Emerging topside into the hot sunshine, my first impression was the smell: shit. And not the mildly nose-wrinkling excremental odor I had encountered occasionally in an outhouse in my native clime: of old, cold poop mingled with the woody smell of an outhouse’s timbers. Nuh-uh: this was fresh, warm, all-pervasive. Take a deep, or even shallow, breath, and you could not choose but taste it.
And my first visual memory of the port is of a boy, a teenager, gaily strutting on the pier. He had on three pairs of pants, and—all three were worn through. The pants, all three layers, were the color of dirt, a snotty green-brown, and through the ragged portal his glossy buttock gleamed out like a chestnut.
Tearing my gaze away from the lad, I saw various items littering the pier. Big metal drums , oil cans, I reckon, were everywhere. And people appeared to be living in them!

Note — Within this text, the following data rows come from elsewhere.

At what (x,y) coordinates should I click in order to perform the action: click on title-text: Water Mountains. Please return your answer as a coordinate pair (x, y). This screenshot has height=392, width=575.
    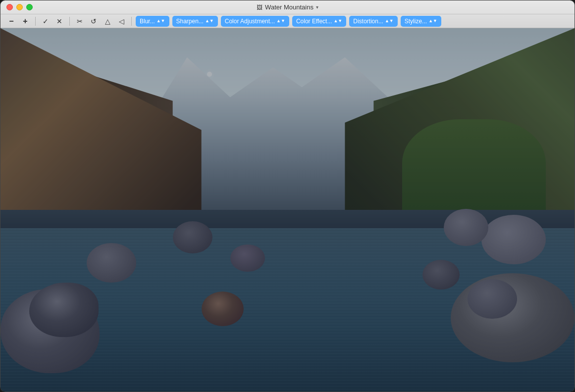
    Looking at the image, I should click on (289, 7). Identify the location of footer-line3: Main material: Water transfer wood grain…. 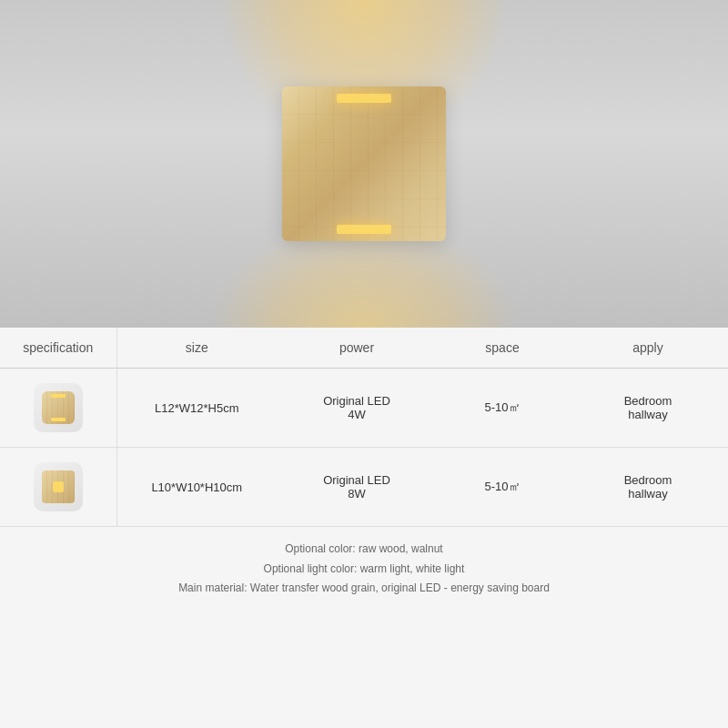
(364, 589).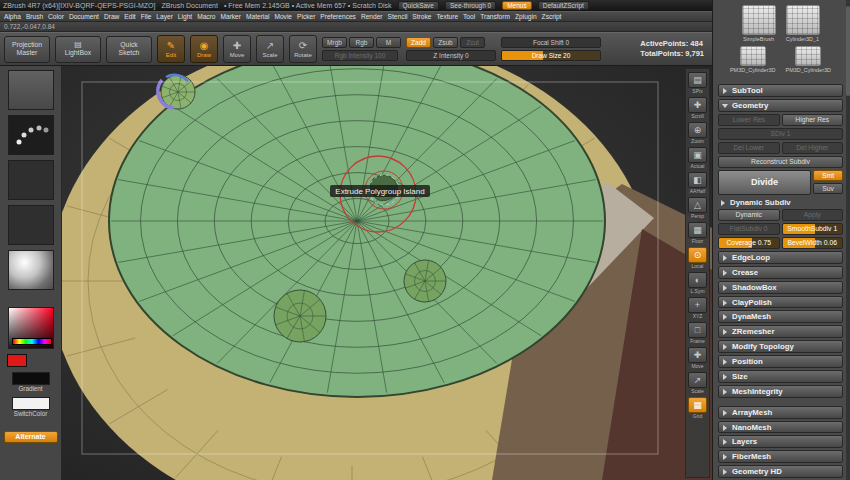  Describe the element at coordinates (780, 412) in the screenshot. I see `section-arraymesh: ArrayMesh` at that location. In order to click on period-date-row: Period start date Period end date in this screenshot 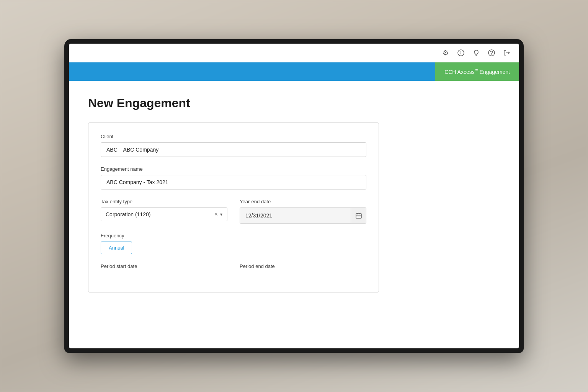, I will do `click(234, 268)`. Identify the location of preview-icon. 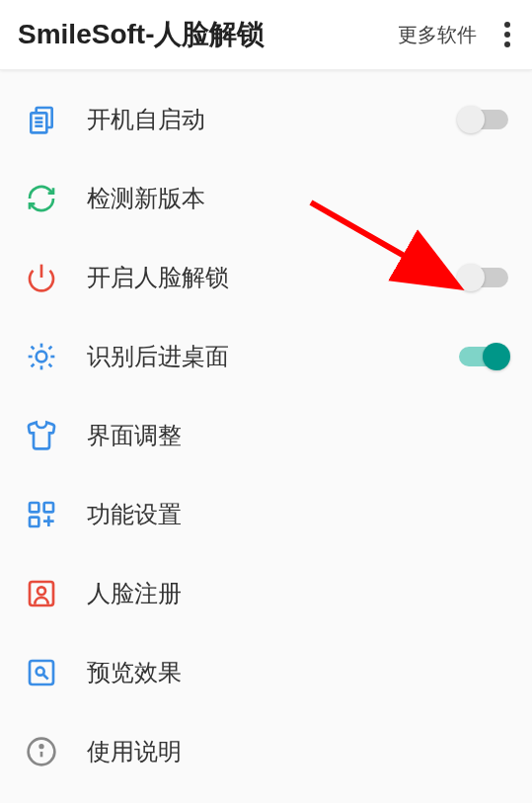
(41, 673).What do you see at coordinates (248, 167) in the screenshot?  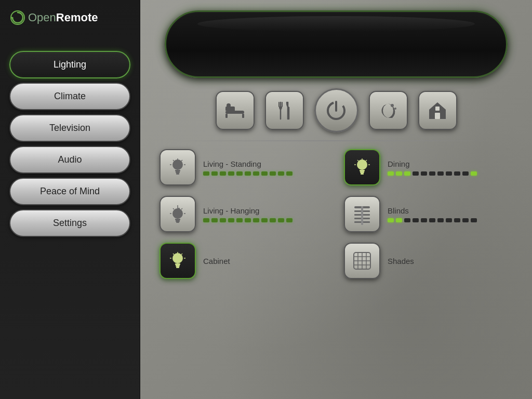 I see `living-standing-info: Living - Standing` at bounding box center [248, 167].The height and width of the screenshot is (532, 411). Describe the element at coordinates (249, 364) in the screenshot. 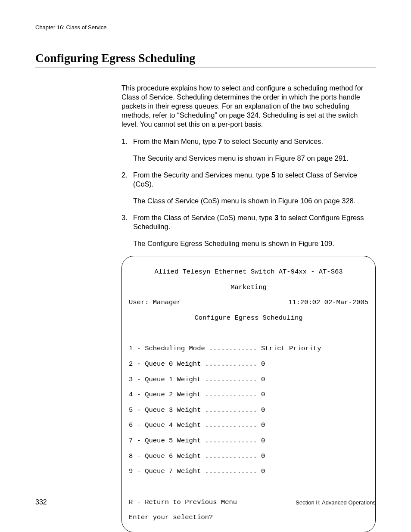

I see `menu-option: 2 - Queue 0 Weight ............. 0` at that location.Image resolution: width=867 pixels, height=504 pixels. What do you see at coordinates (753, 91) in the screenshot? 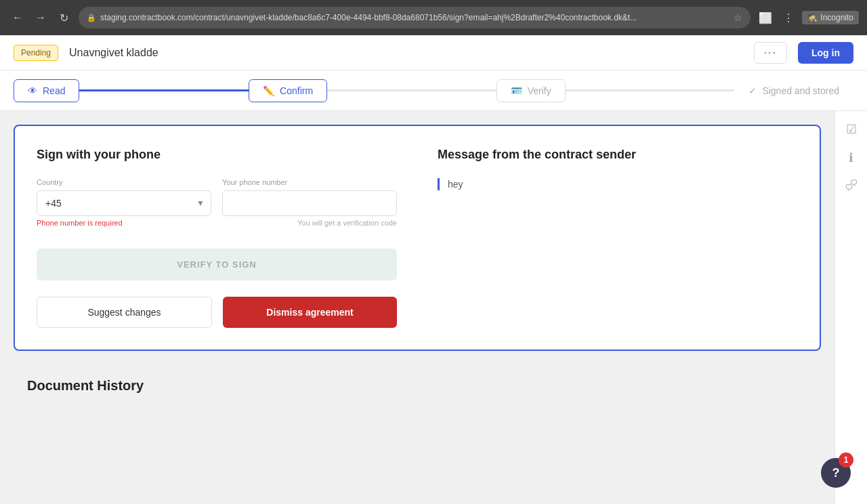
I see `signed-icon: ✓` at bounding box center [753, 91].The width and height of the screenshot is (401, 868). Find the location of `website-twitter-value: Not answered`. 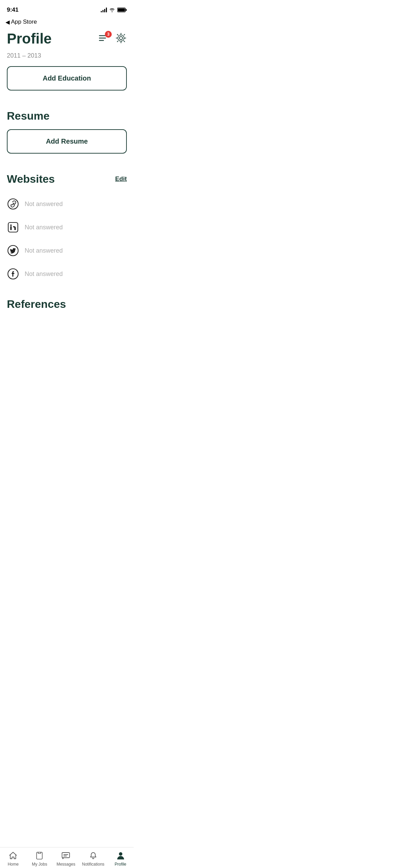

website-twitter-value: Not answered is located at coordinates (44, 251).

I don’t remember what I said, but I’m pretty confident that the gist of it was “Ewwww!”
“A third of the world’s population DOES live this way, you know,” scoffed my big brother, eight years my senior, a college student and no man’s fool.

No, I didn’t know that. I was a child! But I knew it in my heart and soul from that moment on. Kinda a “Dover Beach” moment:

“…for this world, which seems/To lie before us like a land of dreams,/So various, so beautiful, so new,/ Hath really neither joy, nor love, nor light,/Nor certitude, nor peace, nor help for pain…”

But lemme close with some comic relief, in case this has put the Simonettes off their breakfast. We disembarked, with my sister ( five days less than a year my junior) and me wearing new matching outfits: pedal-pusher length pants in bright pink, yellow and orange stripes. Oh, and: carrying white umbrellas to protect our fair northern hides from the equatorial sun. The sartorially-compromised lad and his, uh, gang ( I was gonna say “peeps”, but I don’t wanna dwell on his unwitting buttock flash) followed us through the mephitic streets pointing and laughing, as jubilant as though the circus had come to town!
(I don’t tell you this to make fun of my mom, who was responsible for the pedal-pushers ‘n’ parasols: she had no idea what to expect either, and to my recollection; this first port was the only time my sister and I were ever so accoutered, as I recall.)

Traveling on a cargo cum passenger ship (look up:the history of the Grace Line, if you’re interested)afforded other memorable sights. I remember watching a huge block of granite, about half the size of a car, being hoisted from the dock. At the apogee of its journey, the grapplers failed! I reflexively clapped my hands to my ears, anticipating a deafening crash. It plummeted. It hit. And…it bounced! Not granite after all, but rubber.

If you’ve read this far, thank you for kindly accompanying me on my memory cruise!

2 thoughts on “Close Encounter With The Third World

  1. “If you’ve read this far, thank you for kindly accompanying me on my memory cruise! ”

    No, Hypatia, thank you for inviting us! (FYI: My most-often-used childhood nickname was “Fancy-Pants”. I’d have loved those pedal-pushers.)